Refugee mother, son reunited after 8 years

Memunah Marah shares a long-awaited embrace with her son Aboubacar, 9, in her small apartment in south Winnipeg Thursday.

Left parentless, she and her siblings walked around corpses to get out of war-torn Sierra Leone when she was just 14. Once they got to safety, she was raped and gave birth to a baby at 15. She was told to keep it to herself or it would hurt her chances of getting to Canada.

She got bad advice.

When Memunah Marah and her three siblings were accepted as privately sponsored refugees, the 16-year-old girl wasn’t allowed to bring her baby boy to Canada because he wasn’t included in her original application.

The teen mom was told to take advantage of her only chance to go to Canada, and that she could apply to bring her baby boy as soon as she arrived.

“They told me, ‘You’ll be reunited with him immediately’,” remembers Marah, who left her 18-month-old toddler with close friends. “I thought it might take three or four months.”

It took eight years of fighting to bring her son to Canada.

Marah finally won last week, when nine-year-old Aboubacar stepped off a plane in Toronto.

“When he came out, I screamed,” said Marah, now 24.

She met him after the boy’s long and bumpy ride from Freetown, Sierra Leone to London. The unaccompanied minor initially wasn’t allowed on the Air Canada flight to Toronto. After some last-minute scrambling and an additional $75, Aboubacar finally arrived.

“Everybody was crying,” his mom said as the quiet, smiling boy sat close to her in their apartment in St. Vital last week.
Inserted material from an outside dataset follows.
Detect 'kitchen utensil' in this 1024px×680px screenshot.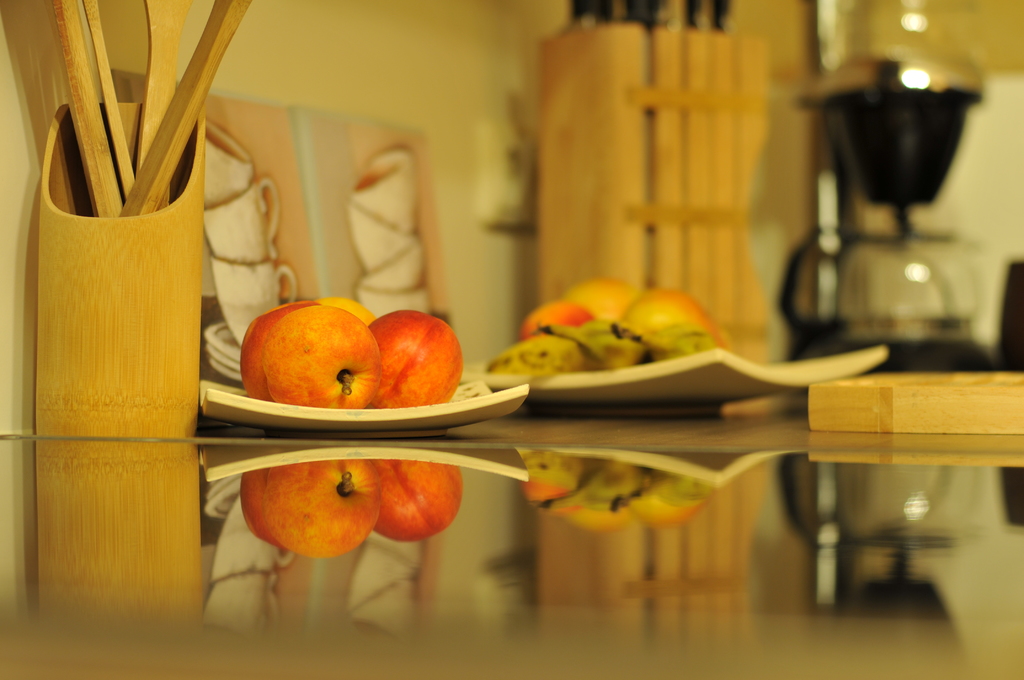
Detection: locate(111, 0, 250, 216).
Aboubacar has kept a photo of his mom holding him when he was a baby, and they stayed in touch until they were reunited.

“I know we bonded on the phone,” she said. “I’ve been really involved in what he does.”

The health care aide, who graduated from Grant Park High School, had been sending money for Aboubacar’s care and talking to him on the phone two or three times a week.

Between calls, she pined for her son.

The 200-member Fort Garry Mennonite Fellowship that sponsored Marah, her twin sister and older brother and sister to come to Canada went to bat to bring her son here, too.

They hired a lawyer to take up her case. DNA tests were conducted to verify she is Aboubacar’s mom. The lawyer requested the boy be allowed to join his mom on humanitarian and compassionate grounds. The request was denied because of conflicting details of the rape when she was 15, and because the baby conceived wasn’t reported to Citizenship and Immigration at the outset.

“I was getting quite agitated,” said Fort Garry Mennonite Fellowship member Donald Plett. “Something has to give.”

The church asked John Wieler for help.

Wieler, who’s worked for the Mennonite Central Committee on refugee matters and has been a member of the Immigration and Refugee Board, was appalled when he heard about Marah’s situation.

“There was a terrible lack of compassion over there,” Wieler said, referring to immigration officials in Africa. “On this side, there was plenty of compassion.”

Someone, somewhere in the system, had a change of heart, he said.

“We don’t know what broke the dam,” said Plett. “All of a sudden, on Dec. 22, someone from immigration said they had good news,” he recalled. “It was a wonderful gift.

“Was this a miracle? I don’t know. It seemed to take forever,” he said.

Now that Aboubacar is here, his mom wants to get the Creole-speaking boy into classes and learning English. Her hope for her son is simple.

“I want my son to have the life I didn’t have.”

The survivor said she’s grateful for the help she’s received, but doesn’t want anyone’s sympathy.

“I don’t want people to feel sorry for me,” said the beaming young woman.

“I’m really happy with the way my life is going.”